Michael Tomasky has an op-ed in The Guardian lamenting the fate of the health care takeover being pushed by “progressives.” The article is full of generalizations, mischaracterizations, and historical inaccuracies. The piece is truly difficult to read. Tomasky’s aura of faux intellectualism is so strong he doesn’t have time to look at the details. Most liberals have this problem. It’s why Reagan said that “it’s not that our liberal friends are ignorant, they just know so much that isn’t so.” However naïve Tomasky is, he does have some self awareness.
What a change from just six to nine months ago. During that period, from the wake of Barack Obama’s victory through the first 100 days, liberal optimism was higher than it’s been in this country for 40 years. One could believe, on a good day, not only that America would pass healthcare reform and climate change bills (that’d be the easy part), but that Israelis and Palestinians and Iranians and Syrians and Indians and Pakistanis and North Koreans and you-name-it just might all wake up one day and text one another: you know, Obama’s win suddenly makes us aware of how silly we’ve been all these years. Let’s grow up and make peace.
There’s no doubt American liberals completely misread the tea leaves regarding the election. The unfortunate truth is liberals are just as naïve about health care. Unable to clearly deliver an argument about how this utopian program will ever work they’d rather complain about the opposition. At the prospect of the losing the debate Tomasky would rather complain about “a historic victory for the birthers and the gun-toters and the Hitler analogists.” Look down at the birthers all you want, and there’s plenty of reason to do so, but what can you say about someone who is well-educated like Tomasky who can’t even adequately explain how health care can work?
Maybe “well-educated” is a generalization. What can we say about an education system that continues to create people who are woefully ignorant about economics and history? Before we endorse changing one of the largest parts of our economy shouldn’t we have some evidence that it might work? Why should we trust people who don’t even have a firm grasp on history? Look at Tomasky’s insight about FDR:
Ditto with Franklin Roosevelt, to whom Obama is often unflatteringly compared. FDR, the comparers say, fought the right tooth and nail, took no prisoners and was unapologetically liberal, even leftwing by today’s standards. Many very important points are left out of this comparison. Roosevelt made lots of mistakes – the bill he’d intended as the landmark legislation of his first year, the national industrial recovery act, was an abysmal failure, eventually struck down as unconstitutional by the supreme court. Unlike Obama, he didn’t have to worry about Senate filibusters, which weren’t really invoked in those days but which are a constant threat today. And while the right wing he faced was real, it wasn’t nearly as well-financed and orchestrated as today’s version, which even has its own national disinformation “news” network.

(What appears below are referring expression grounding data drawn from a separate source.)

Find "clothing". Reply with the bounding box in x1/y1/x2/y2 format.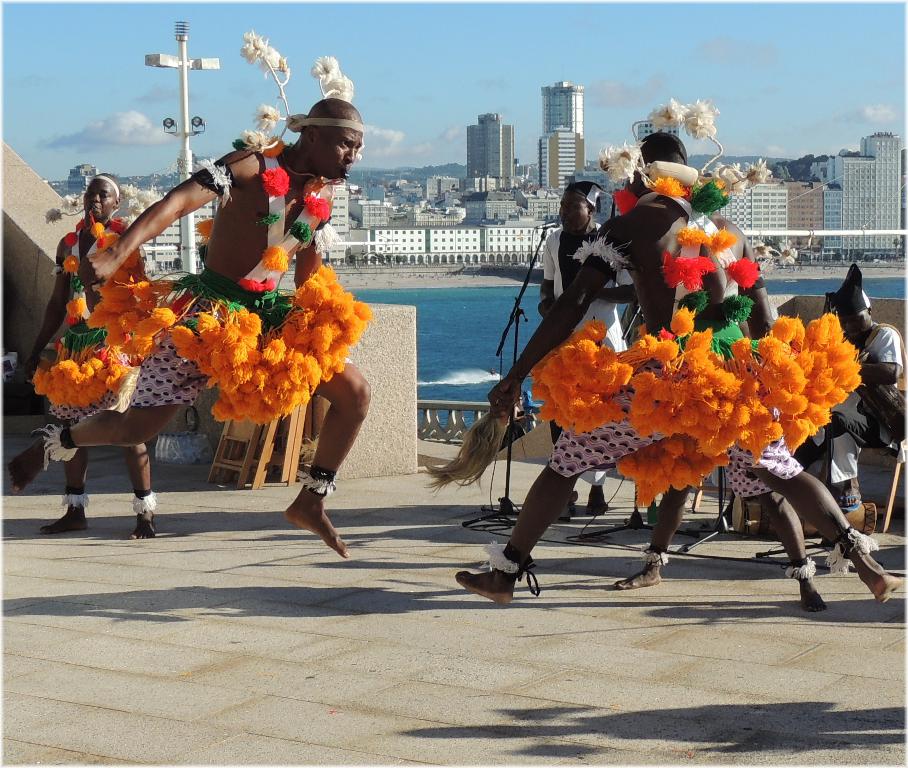
548/193/799/496.
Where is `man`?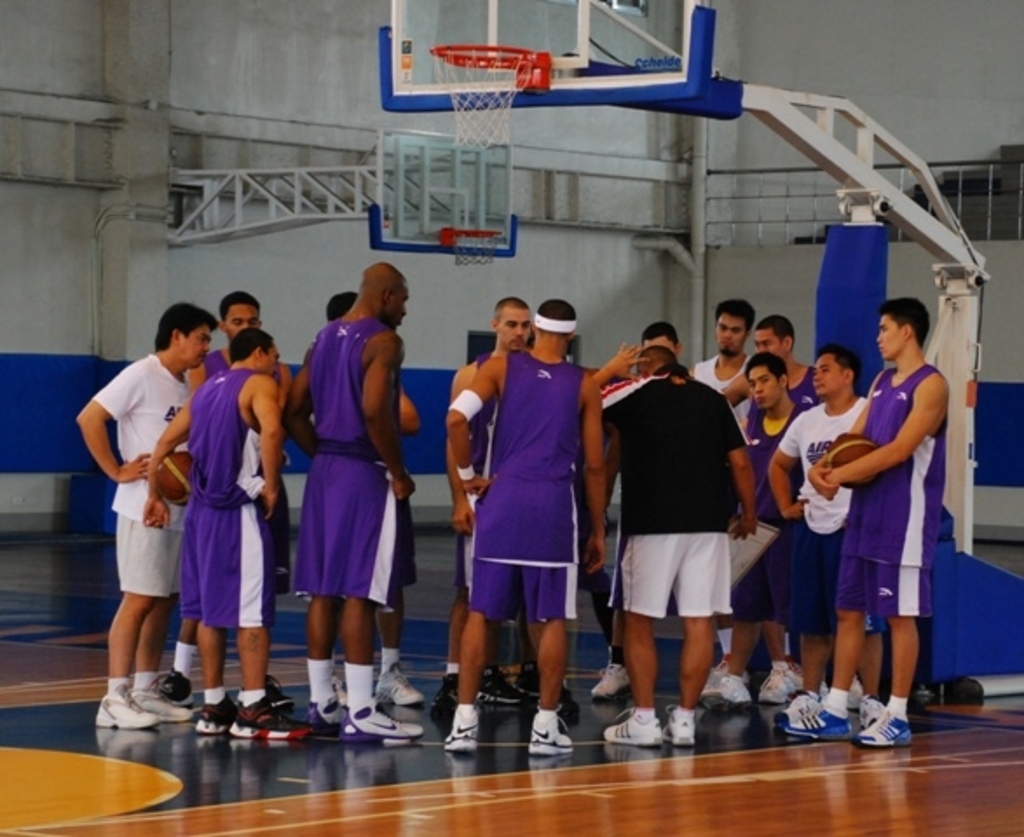
detection(429, 303, 529, 718).
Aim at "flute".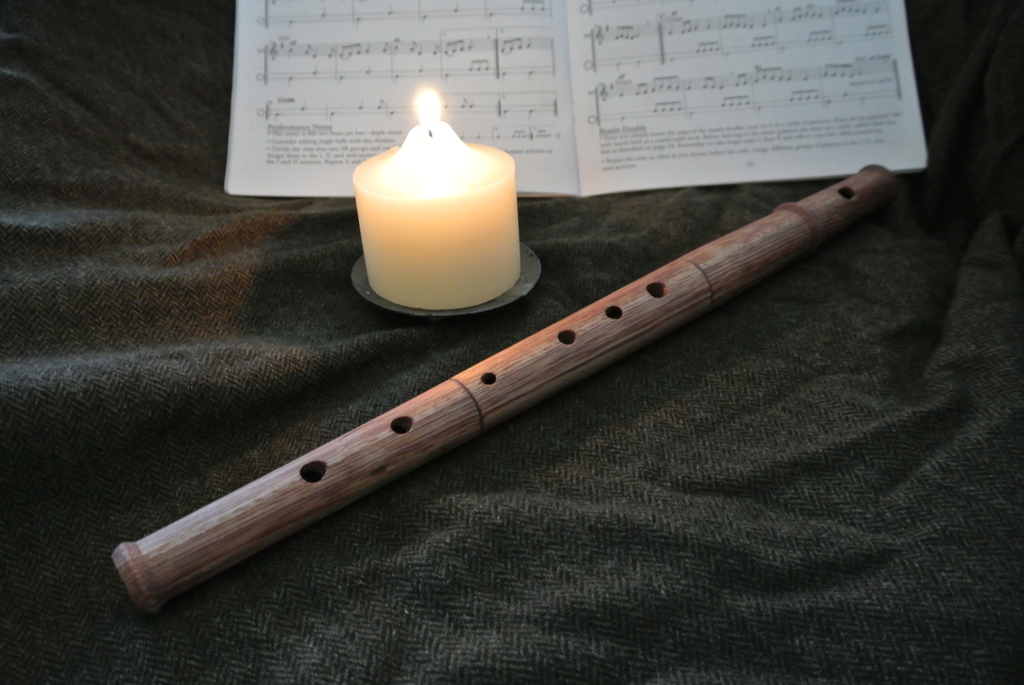
Aimed at (109,160,899,611).
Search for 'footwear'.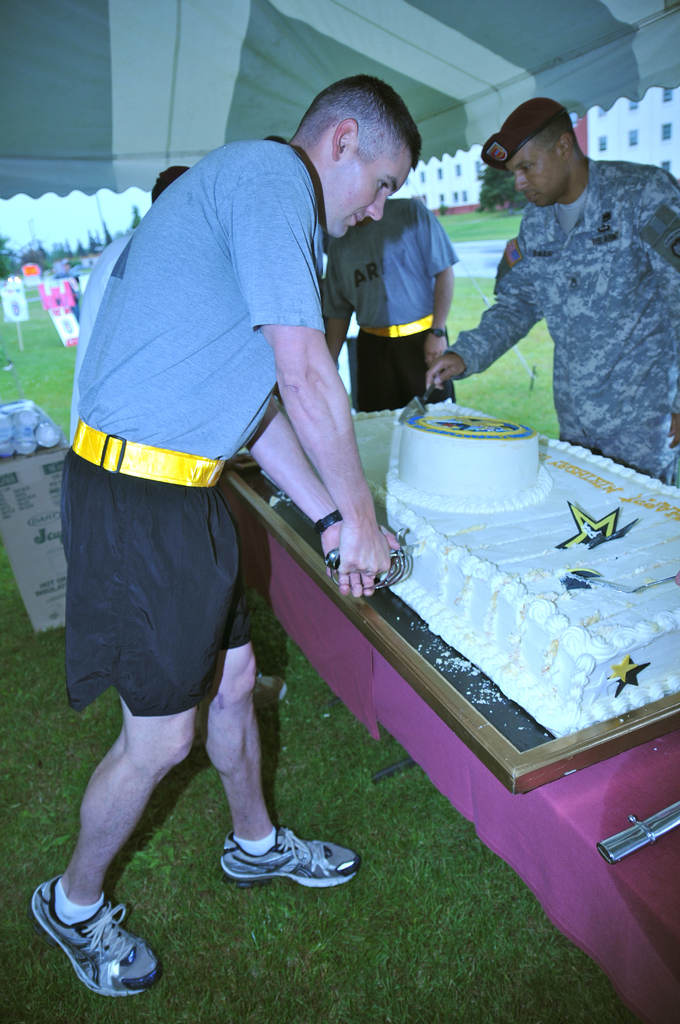
Found at [x1=223, y1=818, x2=361, y2=888].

According to Tomasky FDR was able to pass the New Deal because no one used filibusters, the opposition wasn’t well financed, and FOX News didn’t exist. Frankly, Tomasky should be embarrassed by that paragraph. He obviously has no idea about the history of the Great Depression. Four years of depression and super majorities in both the House and the Senate are the reason the New Deal passed. Furthermore Obama hasn’t faced a filibuster for any of his key agenda. Again, Tomasky displays his naivete in regard to history. He’s got all the people in the right period but all the facts wrong.

Despite all of his talents, FDR would not have been a match for FOX News.

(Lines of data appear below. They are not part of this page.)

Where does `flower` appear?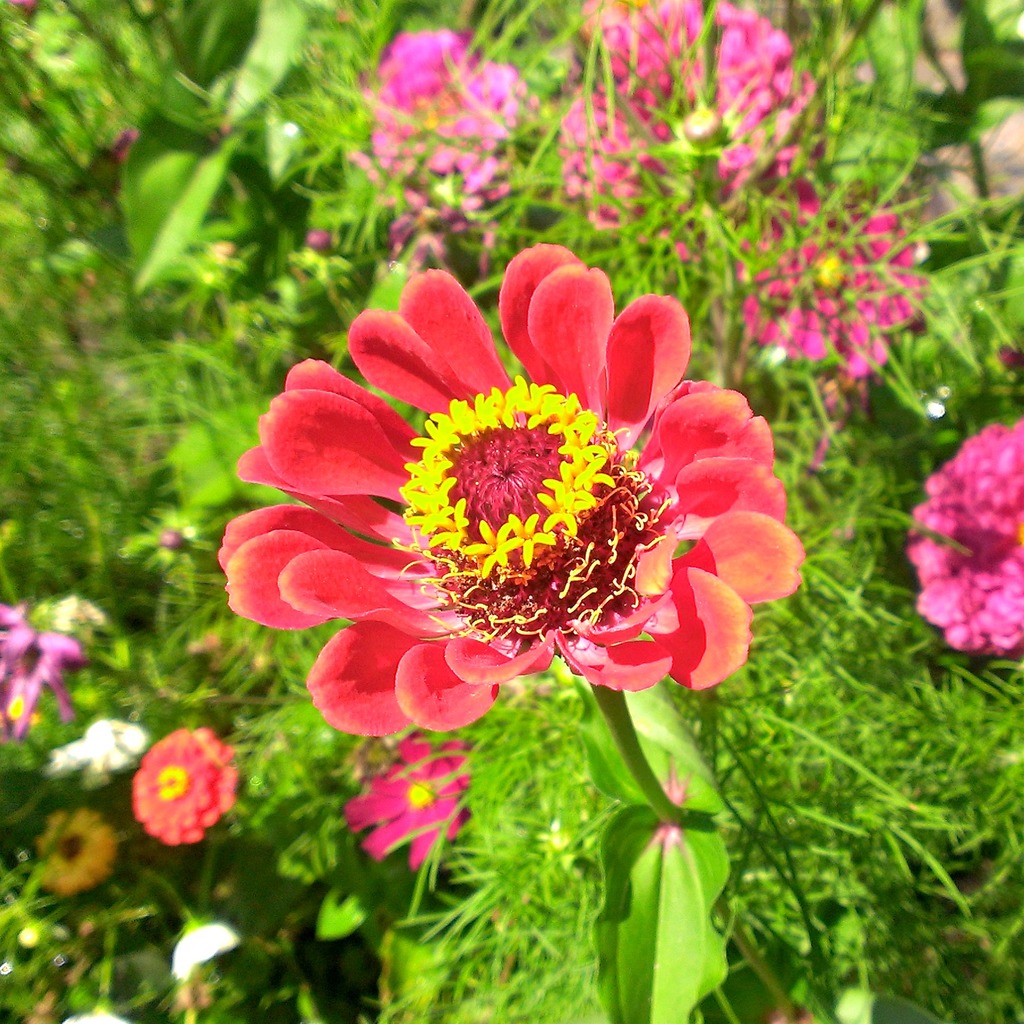
Appears at pyautogui.locateOnScreen(557, 0, 826, 239).
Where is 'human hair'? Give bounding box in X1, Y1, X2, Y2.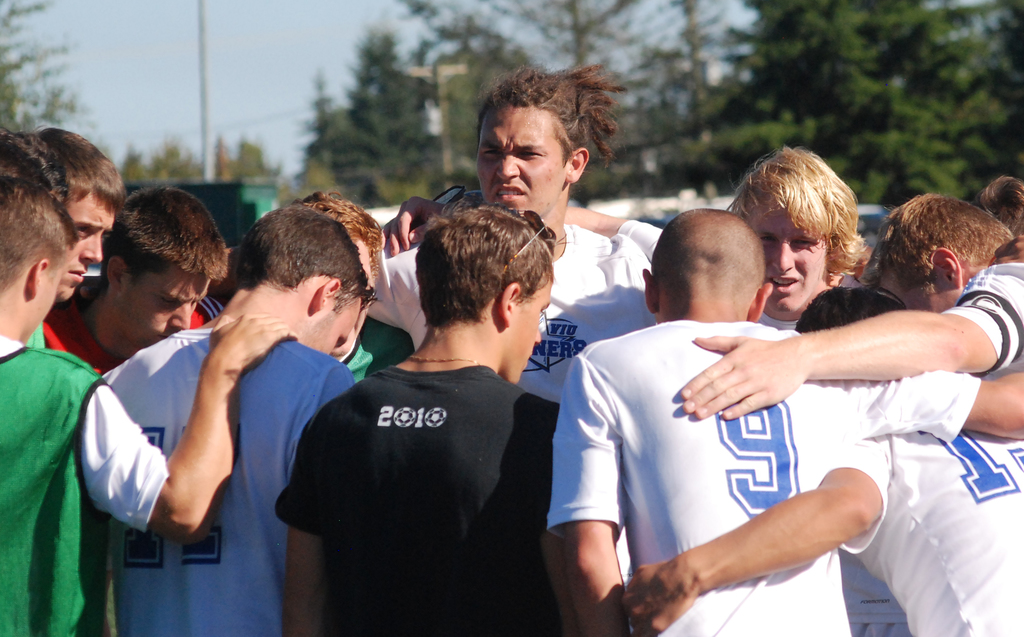
0, 174, 84, 293.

Liberals like Tomasky are shadowboxers fighting an invisible enemy. The liberal’s true enemies in the health care debate are facts, and one of those is that we have no way to pay for health care reform. We can’t afford Medicare, the Prescription Drug Plan, or Social Security. In the grand scheme of things I don’t really care if liberals think that health care is a right. We can’t afford it, and until someone has a plan that’s worked somewhere else we should move forward with real reform.